Projects led by indigenous communitie­s, and key changes of government in Brazil and Colombia, have ensured a less gloomy prognosis for a vital weapon in the battle against a changing climate.

“We are taking care of the virgin jungle; it is a lung for the planet ... we want to conserve [it] for our community,” said Abelardo Ayutap Orrego, 53, a conservati­onist with the charity Cool Earth and a member of Peru’s Awajun people.

Last year, an area of forest the size of Wales was destroyed in South America by logging and fire. Precious habitats, crucial for absorbing CO , disappeare­d for ever.

Three years after nations resolved to end deforestat­ion by 2030 at COP26, this may seem clear evidence that the world is far off-track. But it could also be interprete­d as a positive sign – a sign that fewer trees were destroyed in 2023 than the year before.

According to a study by the World Resources Institute (WRI) think tank, deforestat­ion fell by 36% in Brazil and 49% in Colombia. In the Amazon, 39% less tree cover was lost in total last year than in 2022. At the heart of these promising figures are two nations and their recently elected leaders.

Brazil’s former president Jair Bolsonaro let deforestat­ion rise to levels not seen since the early 2000s, but in 2022 his successor, Luiz Inacio ‘Lula’ da Silva, promised to reverse the damage. “There is no climate security for the world without a protected Amazon,” he told the COP27 summit.

The same year, Gustavo Petro became the new president of Colombia having campaigned on a promise “not to burn the Amazon rainforest any more, to recover it to its natural frontier, to give humanity the possibilit­y of life on this planet”.

WRI’s research suggests that Lula and Petro’s pledges are coming to fruition, and that the continued loss of the world’s rainforest­s is not inevitable. This raises the questions “what are they getting right?” and “will it be enough to save the Amazon?”

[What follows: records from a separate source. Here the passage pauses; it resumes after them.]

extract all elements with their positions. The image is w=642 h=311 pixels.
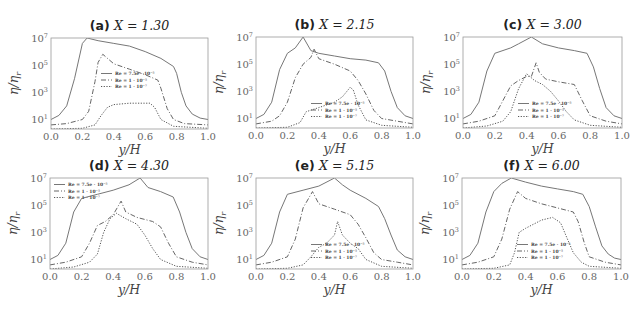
- x-tick-label: 0.0: [42, 271, 58, 282]
- legend: Re = 7.5e · 10⁻⁵Re = 1 · 10⁻⁵Re = 1 · 10…: [54, 182, 108, 200]
- y-tick-label: 107: [30, 172, 47, 184]
- y-tick-label: 103: [30, 226, 47, 238]
- x-tick-label: 0.4: [518, 271, 534, 282]
- x-tick-label: 0.2: [279, 130, 295, 141]
- legend-entry: Re = 7.5e · 10⁻⁵: [68, 182, 108, 187]
- y-axis-label: η/ηr: [211, 70, 228, 94]
- y-tick-label: 105: [236, 58, 253, 70]
- panel-title: (b) X = 2.15: [295, 17, 375, 32]
- legend-entry: Re = 1 · 10⁻⁵: [115, 78, 147, 83]
- legend-entry: Re = 1 · 10⁻⁵: [68, 189, 100, 194]
- x-tick-label: 1.0: [405, 271, 421, 282]
- x-axis-label: y/H: [117, 282, 141, 297]
- y-tick-label: 103: [236, 226, 253, 238]
- series-line-1: [462, 192, 621, 265]
- series-line-2: [50, 213, 208, 269]
- legend-entry: Re = 7.5e · 10⁻⁵: [531, 242, 571, 247]
- x-tick-label: 0.8: [169, 131, 185, 142]
- x-tick-label: 0.6: [549, 271, 565, 282]
- legend: Re = 7.5e · 10⁻⁵Re = 1 · 10⁻⁵Re = 1 · 10…: [311, 101, 365, 119]
- y-tick-label: 105: [31, 59, 48, 71]
- y-axis-label: η/ηr: [211, 211, 228, 235]
- series-line-0: [462, 178, 621, 260]
- x-tick-label: 0.0: [454, 271, 470, 282]
- y-tick-label: 101: [236, 112, 253, 124]
- y-tick-label: 103: [442, 226, 459, 238]
- y-axis-label: η/ηr: [6, 71, 23, 95]
- x-tick-label: 0.2: [486, 271, 502, 282]
- x-tick-label: 0.4: [311, 130, 327, 141]
- legend-entry: Re = 1 · 10⁻⁵: [531, 249, 563, 254]
- legend-entry: Re = 1 · 10⁻⁵: [325, 249, 357, 254]
- series-line-1: [256, 192, 413, 265]
- y-tick-label: 103: [236, 85, 253, 97]
- legend: Re = 7.5e · 10⁻⁵Re = 1 · 10⁻⁵Re = 1 · 10…: [101, 71, 155, 89]
- y-tick-label: 107: [236, 31, 253, 43]
- x-tick-label: 0.6: [137, 271, 153, 282]
- y-tick-label: 101: [31, 113, 48, 125]
- x-axis-label: y/H: [530, 141, 554, 156]
- y-tick-label: 107: [236, 172, 253, 184]
- y-tick-label: 103: [443, 85, 460, 97]
- y-tick-label: 107: [443, 31, 460, 43]
- series-line-0: [463, 37, 622, 119]
- x-tick-label: 0.4: [105, 271, 121, 282]
- x-tick-label: 0.6: [550, 130, 566, 141]
- figure-grid: (a) X = 1.300.00.20.40.60.81.01011031051…: [0, 0, 642, 311]
- legend-entry: Re = 1 · 10⁻⁵: [532, 108, 564, 113]
- panel-title: (f) X = 6.00: [503, 158, 579, 173]
- series-line-1: [50, 201, 208, 265]
- legend-entry: Re = 1 · 10⁻⁷: [531, 255, 563, 260]
- legend-entry: Re = 1 · 10⁻⁷: [325, 114, 357, 119]
- legend: Re = 7.5e · 10⁻⁵Re = 1 · 10⁻⁵Re = 1 · 10…: [311, 242, 365, 260]
- y-tick-label: 103: [31, 86, 48, 98]
- series-line-1: [51, 54, 208, 125]
- x-tick-label: 1.0: [405, 130, 421, 141]
- x-tick-label: 0.2: [74, 131, 90, 142]
- x-tick-label: 0.8: [582, 130, 598, 141]
- legend-entry: Re = 1 · 10⁻⁷: [115, 84, 147, 89]
- legend-entry: Re = 1 · 10⁻⁵: [325, 108, 357, 113]
- x-tick-label: 0.0: [455, 130, 471, 141]
- y-axis-label: η/ηr: [417, 211, 434, 235]
- x-tick-label: 0.8: [374, 130, 390, 141]
- y-tick-label: 101: [443, 112, 460, 124]
- y-tick-label: 101: [236, 253, 253, 265]
- x-tick-label: 0.4: [519, 130, 535, 141]
- x-tick-label: 0.4: [106, 131, 122, 142]
- panel-title: (e) X = 5.15: [295, 158, 374, 173]
- legend: Re = 7.5e · 10⁻⁵Re = 1 · 10⁻⁵Re = 1 · 10…: [518, 101, 572, 119]
- x-tick-label: 0.8: [374, 271, 390, 282]
- panel-title: (c) X = 3.00: [503, 17, 581, 32]
- x-tick-label: 1.0: [200, 271, 216, 282]
- chart-panel-c: (c) X = 3.000.00.20.40.60.81.01011031051…: [418, 17, 630, 156]
- chart-panel-e: (e) X = 5.150.00.20.40.60.81.01011031051…: [211, 158, 421, 297]
- y-tick-label: 107: [31, 32, 48, 44]
- x-tick-label: 0.0: [248, 130, 264, 141]
- y-tick-label: 105: [442, 199, 459, 211]
- chart-panel-a: (a) X = 1.300.00.20.40.60.81.01011031051…: [6, 18, 216, 157]
- panel-title: (d) X = 4.30: [89, 158, 169, 173]
- x-tick-label: 0.2: [279, 271, 295, 282]
- x-tick-label: 0.2: [74, 271, 90, 282]
- x-axis-label: y/H: [529, 282, 553, 297]
- x-tick-label: 1.0: [200, 131, 216, 142]
- legend-entry: Re = 1 · 10⁻⁷: [532, 114, 564, 119]
- x-tick-label: 0.2: [487, 130, 503, 141]
- legend-entry: Re = 7.5e · 10⁻⁵: [325, 242, 365, 247]
- series-line-0: [256, 178, 413, 260]
- y-tick-label: 105: [236, 199, 253, 211]
- x-tick-label: 0.6: [342, 130, 358, 141]
- y-axis-label: η/ηr: [5, 211, 22, 235]
- chart-panel-d: (d) X = 4.300.00.20.40.60.81.01011031051…: [5, 158, 216, 297]
- chart-panel-f: (f) X = 6.000.00.20.40.60.81.01011031051…: [417, 158, 629, 297]
- x-tick-label: 1.0: [613, 271, 629, 282]
- legend-entry: Re = 1 · 10⁻⁷: [68, 195, 100, 200]
- panel-title: (a) X = 1.30: [90, 18, 169, 33]
- x-axis-label: y/H: [117, 142, 141, 157]
- x-tick-label: 1.0: [614, 130, 630, 141]
- y-tick-label: 105: [443, 58, 460, 70]
- x-axis-label: y/H: [322, 282, 346, 297]
- x-tick-label: 0.0: [248, 271, 264, 282]
- y-tick-label: 105: [30, 199, 47, 211]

“What is immediatel­y obvious is that the No 1 determinan­t of whether countries are doing better or worse on deforestat­ion is political will,” said James Deutsch, chief executive of the Rainforest Trust.

On his return to power in January last year, Lula quickly reinvigora­ted many of the environmen­tal policies he had instated during his first two terms, from 2003 to 2010, which Bolsonaro had dismantled.

He restored the authority of environmen­tal protection agency Ibama to combat illegal deforestat­ion and revoked a decree that allowed mining in indigenous lands. He has also recognised more indigenous territorie­s in the Amazon, granting protection­s against mining, logging and ranching.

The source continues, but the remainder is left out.